What time do you think you’ll be home?’ Aileen asked as she slipped her car key into the ignition.

‘Not too late, I hope,’ said Bob. ‘You can still come with me, you know.’

‘Thanks, but no thanks; I’ve got some paperwork to get through and if I can do it tonight it’ll free up some time at the weekend. Plus, the kids need some time too. And anyway,’ she added, ‘you’ll have your big kid to keep you company.’

‘Are you still going to Glasgow for your constituency surgery tomorrow?’

‘I have to, otherwise the voters will be forgetting what I look like.’ She looked up at him. ‘You did know what you were signing up for when you married me, didn’t you?’

‘Just as you did with me. We’re a popular couple, eh, if you know your classics; politician and policeman, woman of the people and man of the people.’

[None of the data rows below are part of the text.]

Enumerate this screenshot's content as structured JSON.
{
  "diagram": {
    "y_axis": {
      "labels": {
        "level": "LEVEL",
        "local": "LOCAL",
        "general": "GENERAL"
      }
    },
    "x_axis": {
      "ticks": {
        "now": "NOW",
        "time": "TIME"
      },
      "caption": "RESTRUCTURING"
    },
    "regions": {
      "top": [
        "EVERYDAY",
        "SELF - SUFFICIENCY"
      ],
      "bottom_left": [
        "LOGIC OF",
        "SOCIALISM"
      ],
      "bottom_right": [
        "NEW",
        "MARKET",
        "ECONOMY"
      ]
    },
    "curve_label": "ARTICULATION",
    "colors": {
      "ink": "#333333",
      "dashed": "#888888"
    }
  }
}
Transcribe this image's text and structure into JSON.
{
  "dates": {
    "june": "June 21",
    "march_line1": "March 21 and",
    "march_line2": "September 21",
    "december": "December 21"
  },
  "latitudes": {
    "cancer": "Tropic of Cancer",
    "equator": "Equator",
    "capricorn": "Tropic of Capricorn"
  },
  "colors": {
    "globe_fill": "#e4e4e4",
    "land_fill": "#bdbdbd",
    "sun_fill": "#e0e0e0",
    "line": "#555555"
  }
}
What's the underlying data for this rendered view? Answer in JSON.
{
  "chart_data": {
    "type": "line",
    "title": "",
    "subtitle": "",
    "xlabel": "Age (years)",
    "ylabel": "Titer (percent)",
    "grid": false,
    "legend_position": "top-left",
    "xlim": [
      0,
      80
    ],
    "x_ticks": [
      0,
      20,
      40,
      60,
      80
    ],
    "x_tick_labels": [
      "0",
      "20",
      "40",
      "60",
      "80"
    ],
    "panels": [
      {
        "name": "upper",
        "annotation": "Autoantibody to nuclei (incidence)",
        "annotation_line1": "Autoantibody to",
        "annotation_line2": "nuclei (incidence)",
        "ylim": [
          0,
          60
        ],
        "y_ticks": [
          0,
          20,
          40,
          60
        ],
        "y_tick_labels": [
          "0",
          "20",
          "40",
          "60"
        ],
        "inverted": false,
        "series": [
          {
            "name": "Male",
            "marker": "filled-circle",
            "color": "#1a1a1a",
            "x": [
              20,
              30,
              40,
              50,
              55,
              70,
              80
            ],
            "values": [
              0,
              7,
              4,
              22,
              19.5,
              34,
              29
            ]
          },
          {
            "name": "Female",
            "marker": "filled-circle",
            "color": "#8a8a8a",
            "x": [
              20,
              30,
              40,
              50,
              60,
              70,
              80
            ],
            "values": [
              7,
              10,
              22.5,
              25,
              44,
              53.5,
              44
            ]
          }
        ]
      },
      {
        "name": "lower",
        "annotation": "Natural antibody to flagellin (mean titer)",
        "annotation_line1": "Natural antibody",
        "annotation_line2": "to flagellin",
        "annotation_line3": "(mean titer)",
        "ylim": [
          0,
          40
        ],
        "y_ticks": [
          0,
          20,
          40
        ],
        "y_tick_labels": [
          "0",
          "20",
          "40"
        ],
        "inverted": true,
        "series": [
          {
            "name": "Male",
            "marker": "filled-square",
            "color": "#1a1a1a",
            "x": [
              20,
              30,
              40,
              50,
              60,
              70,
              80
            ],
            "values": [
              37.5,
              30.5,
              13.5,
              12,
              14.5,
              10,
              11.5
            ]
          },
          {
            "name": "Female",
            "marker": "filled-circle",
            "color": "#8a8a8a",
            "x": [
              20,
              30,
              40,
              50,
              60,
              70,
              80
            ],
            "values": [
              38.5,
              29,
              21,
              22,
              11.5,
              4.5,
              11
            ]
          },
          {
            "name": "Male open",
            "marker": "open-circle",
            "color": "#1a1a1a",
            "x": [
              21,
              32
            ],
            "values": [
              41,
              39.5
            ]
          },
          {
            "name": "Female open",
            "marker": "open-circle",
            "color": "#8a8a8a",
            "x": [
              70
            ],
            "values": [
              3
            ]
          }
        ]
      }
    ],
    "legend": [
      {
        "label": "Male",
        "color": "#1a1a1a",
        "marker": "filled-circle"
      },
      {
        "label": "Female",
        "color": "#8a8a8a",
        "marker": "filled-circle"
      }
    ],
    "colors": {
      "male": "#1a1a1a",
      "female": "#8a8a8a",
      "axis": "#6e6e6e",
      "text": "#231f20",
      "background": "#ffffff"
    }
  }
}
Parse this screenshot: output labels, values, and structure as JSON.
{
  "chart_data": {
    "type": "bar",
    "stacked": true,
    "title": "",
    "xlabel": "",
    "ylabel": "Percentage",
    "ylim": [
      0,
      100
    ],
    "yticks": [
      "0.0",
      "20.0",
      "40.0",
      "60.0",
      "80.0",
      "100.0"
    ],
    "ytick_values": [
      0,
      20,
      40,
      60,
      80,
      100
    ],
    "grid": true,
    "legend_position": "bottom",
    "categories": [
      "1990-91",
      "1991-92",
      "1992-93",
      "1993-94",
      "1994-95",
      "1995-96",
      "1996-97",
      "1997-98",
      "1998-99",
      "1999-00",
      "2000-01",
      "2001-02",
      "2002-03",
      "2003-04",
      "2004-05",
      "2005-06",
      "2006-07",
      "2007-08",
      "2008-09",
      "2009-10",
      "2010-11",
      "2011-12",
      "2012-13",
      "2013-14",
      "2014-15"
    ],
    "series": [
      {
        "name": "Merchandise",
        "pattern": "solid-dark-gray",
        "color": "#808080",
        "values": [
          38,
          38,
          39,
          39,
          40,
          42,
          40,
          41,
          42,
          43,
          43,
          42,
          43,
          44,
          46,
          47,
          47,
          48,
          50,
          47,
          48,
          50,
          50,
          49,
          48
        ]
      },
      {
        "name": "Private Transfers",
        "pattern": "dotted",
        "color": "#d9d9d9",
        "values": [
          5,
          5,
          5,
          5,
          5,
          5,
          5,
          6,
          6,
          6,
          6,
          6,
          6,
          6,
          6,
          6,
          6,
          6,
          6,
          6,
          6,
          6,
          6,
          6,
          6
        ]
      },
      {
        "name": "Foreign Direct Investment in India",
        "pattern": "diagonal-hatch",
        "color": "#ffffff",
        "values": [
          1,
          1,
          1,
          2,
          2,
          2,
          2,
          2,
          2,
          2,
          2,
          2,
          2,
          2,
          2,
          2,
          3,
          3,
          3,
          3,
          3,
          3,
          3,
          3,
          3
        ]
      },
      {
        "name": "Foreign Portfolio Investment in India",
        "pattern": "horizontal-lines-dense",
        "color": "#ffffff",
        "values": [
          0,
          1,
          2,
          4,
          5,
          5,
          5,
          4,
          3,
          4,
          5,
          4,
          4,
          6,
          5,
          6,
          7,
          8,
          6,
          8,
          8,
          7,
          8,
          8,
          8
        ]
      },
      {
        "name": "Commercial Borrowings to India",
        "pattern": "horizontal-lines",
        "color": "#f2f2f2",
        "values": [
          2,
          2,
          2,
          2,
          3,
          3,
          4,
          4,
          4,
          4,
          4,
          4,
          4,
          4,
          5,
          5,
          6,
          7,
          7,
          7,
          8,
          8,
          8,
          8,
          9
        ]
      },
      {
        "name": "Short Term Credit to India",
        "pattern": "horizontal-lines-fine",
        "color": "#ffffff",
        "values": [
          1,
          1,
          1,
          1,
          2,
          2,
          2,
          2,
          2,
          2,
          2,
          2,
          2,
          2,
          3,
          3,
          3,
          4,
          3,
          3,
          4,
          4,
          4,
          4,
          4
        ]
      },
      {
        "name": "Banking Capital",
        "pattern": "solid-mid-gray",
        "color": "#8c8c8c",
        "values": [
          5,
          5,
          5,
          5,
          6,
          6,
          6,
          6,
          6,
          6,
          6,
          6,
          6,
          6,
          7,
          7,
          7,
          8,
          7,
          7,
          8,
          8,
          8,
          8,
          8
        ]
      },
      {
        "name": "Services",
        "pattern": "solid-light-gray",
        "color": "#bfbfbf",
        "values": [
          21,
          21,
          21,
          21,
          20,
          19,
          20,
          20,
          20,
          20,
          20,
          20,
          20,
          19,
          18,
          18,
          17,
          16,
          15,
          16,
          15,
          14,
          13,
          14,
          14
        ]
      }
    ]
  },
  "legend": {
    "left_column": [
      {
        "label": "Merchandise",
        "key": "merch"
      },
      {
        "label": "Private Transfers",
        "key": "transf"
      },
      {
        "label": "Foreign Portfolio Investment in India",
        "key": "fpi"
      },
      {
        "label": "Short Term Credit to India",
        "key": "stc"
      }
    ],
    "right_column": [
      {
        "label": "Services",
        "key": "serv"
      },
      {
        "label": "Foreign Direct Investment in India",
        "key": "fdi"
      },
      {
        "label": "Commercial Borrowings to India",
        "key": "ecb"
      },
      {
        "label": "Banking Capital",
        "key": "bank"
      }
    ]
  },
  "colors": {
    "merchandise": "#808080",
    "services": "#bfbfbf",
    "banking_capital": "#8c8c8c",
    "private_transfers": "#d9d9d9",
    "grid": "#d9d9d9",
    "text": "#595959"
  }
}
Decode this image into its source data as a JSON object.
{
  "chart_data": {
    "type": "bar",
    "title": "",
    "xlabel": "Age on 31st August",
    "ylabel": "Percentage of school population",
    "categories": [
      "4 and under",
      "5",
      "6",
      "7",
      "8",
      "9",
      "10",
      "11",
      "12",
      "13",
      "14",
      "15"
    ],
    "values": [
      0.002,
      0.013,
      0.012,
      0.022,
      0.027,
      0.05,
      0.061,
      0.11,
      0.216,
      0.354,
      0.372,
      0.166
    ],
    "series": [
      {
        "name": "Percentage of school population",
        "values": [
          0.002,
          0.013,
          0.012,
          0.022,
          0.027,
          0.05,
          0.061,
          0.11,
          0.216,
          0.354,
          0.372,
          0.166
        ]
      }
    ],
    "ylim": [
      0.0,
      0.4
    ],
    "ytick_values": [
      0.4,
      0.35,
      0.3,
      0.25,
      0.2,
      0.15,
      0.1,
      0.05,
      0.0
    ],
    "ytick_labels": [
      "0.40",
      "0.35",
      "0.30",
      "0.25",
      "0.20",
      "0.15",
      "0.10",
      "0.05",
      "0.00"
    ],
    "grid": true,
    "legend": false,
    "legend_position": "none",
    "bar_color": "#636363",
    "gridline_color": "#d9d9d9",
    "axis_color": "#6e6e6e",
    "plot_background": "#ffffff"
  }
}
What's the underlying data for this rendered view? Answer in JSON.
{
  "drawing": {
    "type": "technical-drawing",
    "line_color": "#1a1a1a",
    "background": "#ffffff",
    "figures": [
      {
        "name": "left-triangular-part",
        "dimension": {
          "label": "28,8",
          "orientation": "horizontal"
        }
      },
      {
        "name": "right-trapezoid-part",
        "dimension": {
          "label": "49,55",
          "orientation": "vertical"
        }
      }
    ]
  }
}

He closed the door gently, watching her with a smile as she reversed out of the visitor parking space and drove down the slope towards the exit, reflecting on the twists and turns that life can bring. They had met for the first time in the building behind him, when Aileen had been deputy Justice Minister in a previous Scottish administration, before the fall of Thomas Murtagh, MSP, her predecessor as First Minister, and her own rapid rise to the top job. He had been attracted at first sight. His marriage to Sarah had been far down the road to failure at that time, but his secret suspicion, voiced only to Aileen herself, on their brief honeymoon, was that he would have fallen for her even if it had been stable.

‘In that case, Skinner,’ she had replied, ‘you’d have had no chance. I’d my reputation to consider.’

‘True?’

‘No; not for a second.’

Bob Skinner did not do guilt, as a rule, but he still felt a few twinges over Sarah. He recognised that he had put as many holes in their marriage as she had. If he had made more allowances for the fact that she was an American in an alien world. . If he had been willing to put her first. . There had been an occasion when he had been invited to dinner by a friend from the US Embassy, and had been offered, straight out, there and then, a two-year secondment to the FBI with the possibility of a permanent post. That would have put him in a whole new world, but he had turned it down flat, without even mentioning it to his wife.

His fluttering conscience did not stop him from being happy, though. His one concern was that Sarah should find her own contentment and so when he had learned, not from her, but from his son Mark, that she had ended her last relationship, it had set him worrying.